What Designers can do to design irresistible products

Hi, I am Kelly from Knack, where we help mobility brands make their products irresistible. I’ve come to realize that designing irresistible products feels elusive. High hopes and good intentions pour into one end of the product development pipeline and mundane products squirt out the other.

You see plenty of seductive product designs on Pinterest and here on Yanko, so you know it’s possible. But what exactly do the designers of these products do differently in order to achieve irresistibility?

If you want to elevate your products out of the sea of obscurity and into the pond of “gotta have it”, you need to do these five things:

1. Don’t Believe The Brief

Unless you were involved in writing the brief, you should never take the brief as truth. Instead, set the brief aside, ignore the scope, and first get to the heart of the problem you’ve been asked to solve.

How on earth do you do this? It’s quite simple actually. Listen. Listen and then ask why. Then, keep asking questions until you reveal the root of the problem. As designers, our first job is to investigate. As Chris Do states, “Your value is determined by the quality of questions you ask.”

Imagine going into a surgeon’s office complaining of chest pain. When you tell him that you probably have a clogged artery, he says “OK” and wheels you into the O.R. to begin operating on you.

Wait, what?! There’s no way you’d go for that.

You expect the surgeon to ask you some probing questions, run a few diagnostic tests, and consult with other doctors to either validate your self-diagnosis or discover the true cause of your pain.

Just as you are not the healthcare expert, your client isn’t the design expert. Why are you letting them diagnose their own condition and then write the prescription?

2. Cut Out The Jargon

Now imagine you roll into a tire shop with a flat. You ask them to repair the tire you already have, explaining that your budget is tight and you are in a hurry to get back to work. Instead of following your orders directly, they take a minute to look at your tire and the mechanic says, “A plug? You want a plug? It’s going to take me thirty minutes to dismount, submerge and inspect. I’ve got a low-mileage replacement. Do you want that instead?”

…Huh?

What if instead, the mechanic had explained to you that rather than repairing the tire, they can replace the flat with a used tire to get you back on the road twenty minutes sooner? While the replacement will cost $15 more, the used tire will last much longer, saving you money in the long run.

We have to educate our clients on the proper design process. We do that by first speaking their language (not ours), aligning what we are saying with their goals (why should they care?), and being available to answer their questions.

3. Just Walk Away

A hot project opportunity pops up in your inbox and you’re stoked. You jump on a call with the potential client and in response to your thoughtful questioning, the client exclaims, “Everyone is our customer!” You explain that knowing who your specific target customer is and having a deep understanding of them is the difference between a product that drives demand and one that flops.
The client cuts you off mid-sentence to tell you that they are short on time and need to start the design work right away. They don’t have time for research and just need you to execute the design vision that they have in their heads.

If you’ve genuinely listened, thoughtfully explained to your prospect the best way to solve their problem and they still insist on cutting corners, it’s your job to say “no, thanks.”

Don’t make an exception, don’t lower your standards, just walk away. Stand up for yourself, the design process, and what’s best for the client… even if they disagree. Designing good products requires saying no to bad projects.

4. Stop Thinking Design Is Everything

At the end of the day, design makes up less than 10% of the entire product launch process. Instead of assuming that design trumps all, you must understand the big picture of the product launch battle your client is up against. Acting like design is the only thing that matters will actually hurt the final product.

Instead, we must strive for a more frequent and seamless collaboration between all of the product development teams. Compromise is inevitable, so if your team members can deliberately pick the compromises that are in the best interest of the overall product strategy, you’ll be on your way to irresistibility.

5. Push It

Now that you’ve recognized that you’re just one piece of a massive endeavor, you must make sure that you are delivering an unparalleled contribution. In other words, mediocre ain’t gonna cut it. Heck, excellent might not even be enough to achieve an irresistible product.
Bring the heat and do everything in your power to push the design to be the best it can be. Take a break and then find a way to improve it one step further.

Use these five tools to lay the groundwork for an irresistible product. If the proper foundation can’t be set, walk away and go find an opportunity that’ll embrace your superpowers.


ABOUT THE AUTHOR

Kelly Custer is the Founder + Design Director of Knack

Pairing her transportation design education from the College for Creative Studies in Detroit, Michigan with over 8 years of design consulting experience in consumer products, Kelly has built a strong passion for mobility. She founded Knack in 2014 and leads the studio to deliver irresistible simple mobility products.

When she’s not in the studio, she can be found on a mountain bike trail, trying to keep up with her husband on her dirt bike, or exploring the Tennessee river on their vintage stand-up jet skis.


Problem description —
Which of the lines below holds the string "pyloric"? Copy every line that does.

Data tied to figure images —
----------------------------------------

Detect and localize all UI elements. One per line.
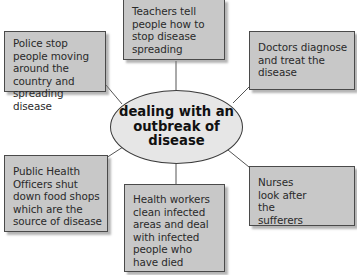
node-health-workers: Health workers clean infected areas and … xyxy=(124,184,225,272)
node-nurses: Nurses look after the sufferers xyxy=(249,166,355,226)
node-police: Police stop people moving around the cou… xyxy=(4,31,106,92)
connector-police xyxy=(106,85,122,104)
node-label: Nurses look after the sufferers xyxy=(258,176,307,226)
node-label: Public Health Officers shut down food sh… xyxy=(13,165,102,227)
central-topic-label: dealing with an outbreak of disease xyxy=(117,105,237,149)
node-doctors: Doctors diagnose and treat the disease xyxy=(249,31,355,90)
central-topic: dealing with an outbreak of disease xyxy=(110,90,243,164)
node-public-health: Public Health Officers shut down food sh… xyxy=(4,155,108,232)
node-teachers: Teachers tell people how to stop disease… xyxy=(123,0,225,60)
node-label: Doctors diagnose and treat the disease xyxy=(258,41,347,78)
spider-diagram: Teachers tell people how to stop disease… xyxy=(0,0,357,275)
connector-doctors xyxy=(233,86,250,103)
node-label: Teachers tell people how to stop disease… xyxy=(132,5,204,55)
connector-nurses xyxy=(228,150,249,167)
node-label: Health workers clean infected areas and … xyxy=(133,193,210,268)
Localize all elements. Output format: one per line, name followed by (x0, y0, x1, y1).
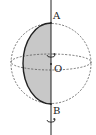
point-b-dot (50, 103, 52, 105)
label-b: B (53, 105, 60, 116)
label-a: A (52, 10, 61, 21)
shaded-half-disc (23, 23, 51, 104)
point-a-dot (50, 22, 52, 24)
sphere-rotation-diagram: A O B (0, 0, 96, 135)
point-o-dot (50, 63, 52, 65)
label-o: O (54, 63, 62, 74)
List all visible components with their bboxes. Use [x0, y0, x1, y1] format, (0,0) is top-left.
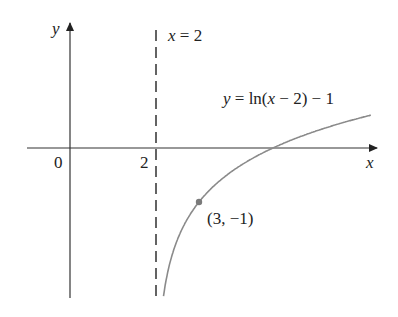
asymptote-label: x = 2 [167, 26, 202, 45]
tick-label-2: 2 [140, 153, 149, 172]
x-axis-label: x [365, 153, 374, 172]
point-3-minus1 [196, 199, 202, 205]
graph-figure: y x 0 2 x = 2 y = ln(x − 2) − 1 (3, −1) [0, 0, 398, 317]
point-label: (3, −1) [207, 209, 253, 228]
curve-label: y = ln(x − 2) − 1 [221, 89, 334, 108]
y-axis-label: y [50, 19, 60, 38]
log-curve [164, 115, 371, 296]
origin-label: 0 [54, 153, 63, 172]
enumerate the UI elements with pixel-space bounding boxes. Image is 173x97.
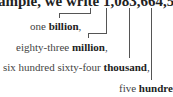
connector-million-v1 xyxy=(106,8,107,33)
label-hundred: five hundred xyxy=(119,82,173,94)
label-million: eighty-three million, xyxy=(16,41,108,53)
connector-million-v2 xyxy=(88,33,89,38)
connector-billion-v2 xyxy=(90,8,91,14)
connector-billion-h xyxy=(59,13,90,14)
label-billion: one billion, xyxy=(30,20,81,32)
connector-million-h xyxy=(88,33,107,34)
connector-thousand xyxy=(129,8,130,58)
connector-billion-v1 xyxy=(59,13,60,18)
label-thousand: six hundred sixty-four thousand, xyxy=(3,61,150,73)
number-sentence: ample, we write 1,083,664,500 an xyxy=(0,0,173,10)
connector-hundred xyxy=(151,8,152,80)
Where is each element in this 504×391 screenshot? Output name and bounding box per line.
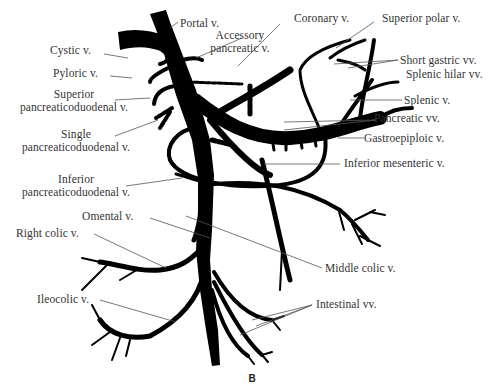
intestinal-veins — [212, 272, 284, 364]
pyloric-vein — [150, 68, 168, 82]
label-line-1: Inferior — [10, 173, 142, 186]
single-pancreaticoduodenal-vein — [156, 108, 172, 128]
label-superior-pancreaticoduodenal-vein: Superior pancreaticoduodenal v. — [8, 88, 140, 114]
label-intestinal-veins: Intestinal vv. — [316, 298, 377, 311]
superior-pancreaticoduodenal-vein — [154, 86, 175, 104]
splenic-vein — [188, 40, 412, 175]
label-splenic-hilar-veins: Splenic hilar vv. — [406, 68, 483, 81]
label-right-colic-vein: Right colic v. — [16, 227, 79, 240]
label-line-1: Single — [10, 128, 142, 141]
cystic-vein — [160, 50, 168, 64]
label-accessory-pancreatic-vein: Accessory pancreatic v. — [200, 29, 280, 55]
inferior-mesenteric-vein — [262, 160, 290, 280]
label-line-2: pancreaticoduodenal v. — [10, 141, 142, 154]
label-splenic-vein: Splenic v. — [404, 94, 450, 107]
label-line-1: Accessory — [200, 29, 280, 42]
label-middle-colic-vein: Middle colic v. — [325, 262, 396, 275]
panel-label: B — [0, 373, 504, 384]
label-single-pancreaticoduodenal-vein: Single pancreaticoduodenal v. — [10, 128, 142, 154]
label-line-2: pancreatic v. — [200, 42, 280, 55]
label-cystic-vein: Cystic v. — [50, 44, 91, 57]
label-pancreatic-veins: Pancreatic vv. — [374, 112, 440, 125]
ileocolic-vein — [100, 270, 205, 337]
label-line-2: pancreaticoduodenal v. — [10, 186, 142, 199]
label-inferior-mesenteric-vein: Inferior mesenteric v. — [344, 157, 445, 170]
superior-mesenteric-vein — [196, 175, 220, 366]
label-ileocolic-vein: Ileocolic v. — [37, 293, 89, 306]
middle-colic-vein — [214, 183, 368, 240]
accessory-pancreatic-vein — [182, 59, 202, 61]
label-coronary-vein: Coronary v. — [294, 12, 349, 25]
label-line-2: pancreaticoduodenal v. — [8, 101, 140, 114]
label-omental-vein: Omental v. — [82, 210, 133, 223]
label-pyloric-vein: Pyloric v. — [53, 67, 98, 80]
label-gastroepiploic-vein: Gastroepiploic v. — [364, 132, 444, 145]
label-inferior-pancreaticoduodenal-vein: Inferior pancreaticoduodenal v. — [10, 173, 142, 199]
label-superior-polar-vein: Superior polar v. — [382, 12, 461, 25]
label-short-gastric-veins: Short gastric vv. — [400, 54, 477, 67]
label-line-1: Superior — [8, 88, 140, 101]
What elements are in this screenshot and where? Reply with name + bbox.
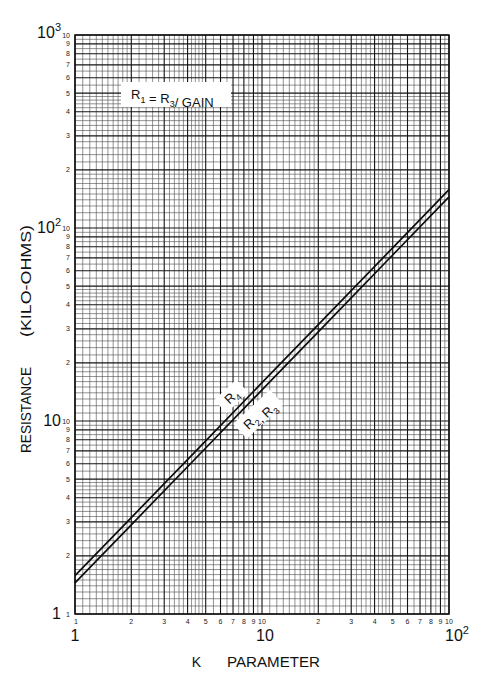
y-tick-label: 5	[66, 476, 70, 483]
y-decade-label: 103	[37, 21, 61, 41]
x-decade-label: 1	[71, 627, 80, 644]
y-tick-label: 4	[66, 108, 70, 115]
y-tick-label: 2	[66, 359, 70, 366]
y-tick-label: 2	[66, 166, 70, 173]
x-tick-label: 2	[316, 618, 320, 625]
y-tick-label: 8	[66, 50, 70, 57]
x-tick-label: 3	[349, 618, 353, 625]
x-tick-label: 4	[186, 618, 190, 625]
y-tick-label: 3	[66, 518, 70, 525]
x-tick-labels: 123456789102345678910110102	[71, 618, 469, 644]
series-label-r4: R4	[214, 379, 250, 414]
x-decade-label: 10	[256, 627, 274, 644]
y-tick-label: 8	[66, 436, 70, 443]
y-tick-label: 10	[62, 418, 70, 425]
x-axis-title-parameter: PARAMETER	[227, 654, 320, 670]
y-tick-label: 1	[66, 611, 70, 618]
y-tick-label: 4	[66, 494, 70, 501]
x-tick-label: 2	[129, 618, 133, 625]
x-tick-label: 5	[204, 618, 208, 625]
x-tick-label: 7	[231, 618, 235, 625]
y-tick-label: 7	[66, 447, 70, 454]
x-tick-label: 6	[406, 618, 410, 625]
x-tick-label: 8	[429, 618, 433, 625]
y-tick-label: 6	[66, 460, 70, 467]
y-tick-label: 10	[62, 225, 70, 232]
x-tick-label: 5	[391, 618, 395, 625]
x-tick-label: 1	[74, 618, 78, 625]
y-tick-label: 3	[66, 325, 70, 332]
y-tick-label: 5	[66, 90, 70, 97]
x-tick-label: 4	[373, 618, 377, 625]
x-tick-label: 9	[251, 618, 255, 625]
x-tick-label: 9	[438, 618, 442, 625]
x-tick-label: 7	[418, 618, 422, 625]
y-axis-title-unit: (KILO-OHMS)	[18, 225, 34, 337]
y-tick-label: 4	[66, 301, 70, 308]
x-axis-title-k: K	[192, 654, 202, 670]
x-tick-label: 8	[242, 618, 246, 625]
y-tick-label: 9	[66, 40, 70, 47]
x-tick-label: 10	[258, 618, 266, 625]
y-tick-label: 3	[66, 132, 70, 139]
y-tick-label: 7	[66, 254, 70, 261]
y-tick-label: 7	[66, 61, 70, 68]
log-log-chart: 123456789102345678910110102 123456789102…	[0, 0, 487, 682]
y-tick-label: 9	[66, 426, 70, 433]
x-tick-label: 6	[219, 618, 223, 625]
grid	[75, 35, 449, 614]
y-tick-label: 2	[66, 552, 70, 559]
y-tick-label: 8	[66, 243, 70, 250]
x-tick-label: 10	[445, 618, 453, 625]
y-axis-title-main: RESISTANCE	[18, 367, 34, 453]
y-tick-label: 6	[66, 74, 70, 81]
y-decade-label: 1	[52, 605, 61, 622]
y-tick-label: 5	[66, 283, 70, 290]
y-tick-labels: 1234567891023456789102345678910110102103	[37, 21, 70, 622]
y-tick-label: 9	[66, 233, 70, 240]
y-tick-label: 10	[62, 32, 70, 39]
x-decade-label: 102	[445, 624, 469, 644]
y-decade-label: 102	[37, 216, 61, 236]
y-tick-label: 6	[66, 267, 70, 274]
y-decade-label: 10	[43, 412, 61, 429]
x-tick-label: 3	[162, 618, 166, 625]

----------------------------------------

The answer —
pyloric-vein — [150, 68, 168, 82]
label-pyloric-vein: Pyloric v. — [53, 67, 98, 80]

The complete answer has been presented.